I caught the blow off top a few years back and worked well for me. Now I have been catching the proverbial falling knife since, or trying to, and it has not been great. That is how I play the game but I left out a few key pieces of information. One of those keys is how much you by at one time. Only a fool would go all in at any price. You have your timer folks as well but therin lies the key difference between a paper trader and bullion trader. Do you have the metal or not? I do not trade paper bullshit on margin through an exchange. Only somebody that wants to lose a lot of money fast would do that and I think some people do. You can't margin call me.
I think a lot of people try leveraged paper trading and get burnt in the PM markets and then bitch about that market because they lost a quick but rather than making a quick buck. That's crying over spilled milk. I think we all know that the boyz run naked shorts against the complex anytime they want to. A lot of people bitch about it and I have too but you also have to wonder just how far down the price can go before something has to give and how much time do you have to wait?
How to use that bullshit to our advantage? Well, let's go back to basics. What do we know about all of the current financial systems in the world? Right, they must collapse. Therefore, it is actually possible for gold or silver to be worth nothing because there will be nothing to value it against. Anything can be worth nothing. Value is percieved or legislated. We hear all of the time that gold will never be worth nothing don't we? That is only the case if what we are attempting to value gold against some asset that is also worth nothing. All assets have another value that is intrinsic...scarcity and neccessity demand.(not to be confused with aggregate "I want everything" demand. It is easy for me to dismiss the "gold is dead money" bullshit because I think that FaceBook stock is worthless for the reason that it relies so heavily on outside inputs to make it work.

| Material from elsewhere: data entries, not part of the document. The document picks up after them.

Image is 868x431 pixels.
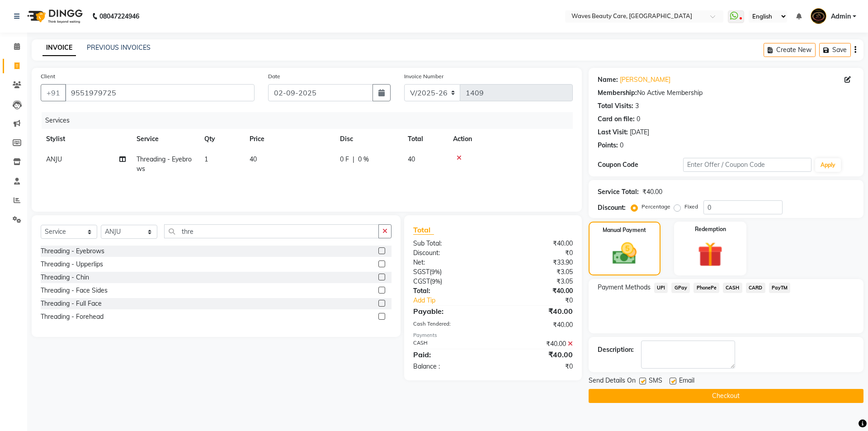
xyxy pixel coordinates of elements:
[199,129,244,149] th: Qty
[413,268,430,276] span: SGST
[41,84,66,101] button: +91
[648,376,663,388] span: SMS
[763,43,815,57] button: Create New
[406,349,493,360] div: Paid:
[250,156,256,163] span: 40
[831,11,851,22] span: Admin
[671,283,690,293] span: GPay
[41,273,90,282] div: Threading - Chin
[65,84,254,101] input: Search by Name/Mobile/Email/Code
[41,259,103,269] div: Threading - Upperlips
[493,239,580,248] div: ₹40.00
[406,277,493,287] div: ( )
[620,141,624,150] div: 0
[413,225,434,235] span: Total
[746,283,765,293] span: CARD
[335,129,402,149] th: Disc
[493,257,580,268] div: ₹33.90
[432,268,440,275] span: 9%
[493,268,580,277] div: ₹3.05
[41,112,580,129] div: Services
[352,155,354,164] span: |
[137,156,191,173] span: Threading - Eyebrows
[406,248,493,257] div: Discount:
[402,129,448,149] th: Total
[642,203,670,211] label: Percentage
[769,283,791,293] span: PayTM
[493,321,580,330] div: ₹40.00
[680,376,695,388] span: Email
[635,101,639,111] div: 3
[41,299,102,308] div: Threading - Full Face
[598,89,637,98] div: Membership:
[690,239,730,270] img: _gift.svg
[636,114,640,124] div: 0
[432,278,440,285] span: 9%
[404,73,444,80] label: Invoice Number
[602,226,646,234] label: Manual Payment
[406,296,507,306] a: Add Tip
[42,40,76,56] a: INVOICE
[413,277,430,286] span: CGST
[244,129,335,149] th: Price
[811,8,827,24] img: Admin
[205,156,208,163] span: 1
[815,158,841,172] button: Apply
[493,349,580,360] div: ₹40.00
[340,155,349,164] span: 0 F
[408,156,415,163] span: 40
[643,188,663,197] div: ₹40.00
[493,306,580,317] div: ₹40.00
[493,287,580,296] div: ₹40.00
[493,277,580,287] div: ₹3.05
[413,332,573,340] div: Payments
[620,75,670,85] a: [PERSON_NAME]
[507,296,580,306] div: ₹0
[493,362,580,372] div: ₹0
[598,89,855,98] div: No Active Membership
[41,246,105,257] div: Threading - Eyebrows
[598,141,618,150] div: Points:
[493,340,580,349] div: ₹40.00
[683,157,811,172] input: Enter Offer / Coupon Code
[598,75,618,85] div: Name:
[41,129,131,149] th: Stylist
[630,127,649,137] div: [DATE]
[406,239,493,248] div: Sub Total:
[406,287,493,296] div: Total:
[605,240,645,268] img: _cash.svg
[268,73,280,80] label: Date
[694,283,719,293] span: PhonePe
[598,114,635,124] div: Card on file:
[406,340,493,349] div: CASH
[23,4,85,29] img: logo
[46,156,62,163] span: ANJU
[131,129,199,149] th: Service
[406,362,493,372] div: Balance :
[406,306,493,317] div: Payable:
[598,283,650,292] span: Payment Methods
[100,4,139,29] b: 08047224946
[406,257,493,268] div: Net:
[41,286,107,295] div: Threading - Face Sides
[598,188,639,197] div: Service Total:
[493,248,580,257] div: ₹0
[684,203,698,211] label: Fixed
[589,390,863,403] button: Checkout
[819,43,851,57] button: Save
[654,283,668,293] span: UPI
[406,268,493,277] div: ( )
[695,225,726,234] label: Redemption
[598,101,633,111] div: Total Visits:
[164,224,379,239] input: Search or Scan
[41,312,104,322] div: Threading - Forehead
[358,155,368,164] span: 0 %
[589,376,635,388] span: Send Details On
[598,345,634,355] div: Description:
[406,321,493,330] div: Cash Tendered:
[448,129,573,149] th: Action
[598,127,628,137] div: Last Visit:
[598,160,683,170] div: Coupon Code
[41,73,56,80] label: Client
[87,43,151,52] a: PREVIOUS INVOICES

I do not care where the bottom of the PM market is so long as I can buy the physical metal. That is all that matters to me and that is what I do and wait. It doesn't matter as we will all die anyway but the metal never dies. I have children and they will pay no inheritance taxes that is for sure.
"How to use that bullshit to our advantage? Well, let's go back to basics. What do we know about all of the current financial systems in the world? Right, they must collapse. Therefore, it is actually possible for gold or silver to be worth nothing because there will be nothing to value it against. Anything can be worth nothing. Value is percieved or legislated. We hear all of the time that gold will never be worth nothing don't we? That is only the case if what we are attempting to value gold against some asset that is also worth nothing. All assets have another value that is intrinsic...scarcity and neccessity demand.(not to be confused with aggregate "I want everything" demand. It is easy for me to dismiss the "gold is dead money" bullshit because I think that FaceBook stock is worthless for the reason that it relies so heavily on outside inputs to make it work."
Good analogy of the value of something trading for something else. Learning to look at valuations detached from $ denominations is quite a good practice and keeps things in perspective.
I like to think that 1 ounce of gold will probably get me 1 acre of fertile land somewhere sometime when I want it, regardless of $ valuations on land or gold. That is a fair trade in my mind.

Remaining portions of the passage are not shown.